Strange altitude bumps with large quad

Hi,
this is something i first got back on 3.4.6 and i hoped to get rid of it with 3.5.
Currently running 3.5 RC7. RC7 runs great on a smaller quad i just build. But now i ran into some serious trouble with my large quad.

What i got: Took off in Alt Hold mode. As soon as the throttle was above center stick position the quad lifted instantly and very fast to about 5 meters. I pulled down the throttle but the quad stayed at the height for just a while. Than it started to gain altitude in just small steps and very instantly. Switched to loiter to try stabilize it. All with throttle nearly at minimum.
Next i encountered some rapid altitude changes. Managed to get it down a little and as soon as it was as near to the ground as i was comfortable with it i pulled the plug, motor emergency stop.

Reviewing the log i can’t make any sense of this behavior. The first, rapid, gaining of altitude is not shown in the log in the baro tab. I think it is shown with CTUN.ALT R. looks like the behavior. In comparison with that i looked at CTUN.ALT D which is far off. What i think is really odd is, that the BARO.Alt changes near to nothing during this. This value changed a lot later. Initial climb started at line 8526.

I’m some kind of clueless. And a little afraid to fly again until i know what is going on.

I hope someone can see more in the logs than i do.
00000021.BIN (2.6 MB)

Forgot to mention, that i did a few flights without any problems. This behavior has grown through maybe 5 flights to this point. Started with rapid altitude gains in fast forward motion and ended in this case.

I have found that most issues with uncontrolled altitude change are due to vibes.
The typical symptom is it doesn’t seem to want to come down no matter how low you pull the throttle.
This happens most noticeably in any alt hold modes.
have a look at the Z Vibes.

The EKF primary also failed to initialise, not sure why, still learning about all this EKF stuff.
It could have been due to the vibes.

Ok, will have a look and another attempt to reduce the vibrations. After the Quad fell out of the sky there is some rebuilding to be done.

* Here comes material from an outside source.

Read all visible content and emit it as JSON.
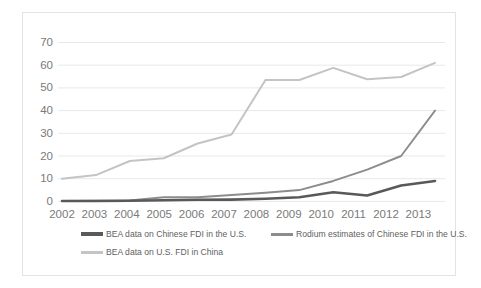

Have to take care after deployment

If you get 2 of these you can match the bottom of top plates to the other set, to reduce the stress on the blue parts…, and get a massive reduction on overall vibrations…

You say to put together two “top parts” together? To get a linear allignment of the damper?

Yes, it takes the stress away…

Yes, Mike is right. It’s absolutely 100% the vibration levels on the Z-axis (i.e. vertical axis).

So the log shows quite consistently high vibration levels, over 70m/s/s and spiking up to 110m/s/s.

In general, below 30m/s/s is acceptable, 30~60m/s/s is in the “grey zone”, above 60m/s/s is definitely out of range and althold issues will likely occur.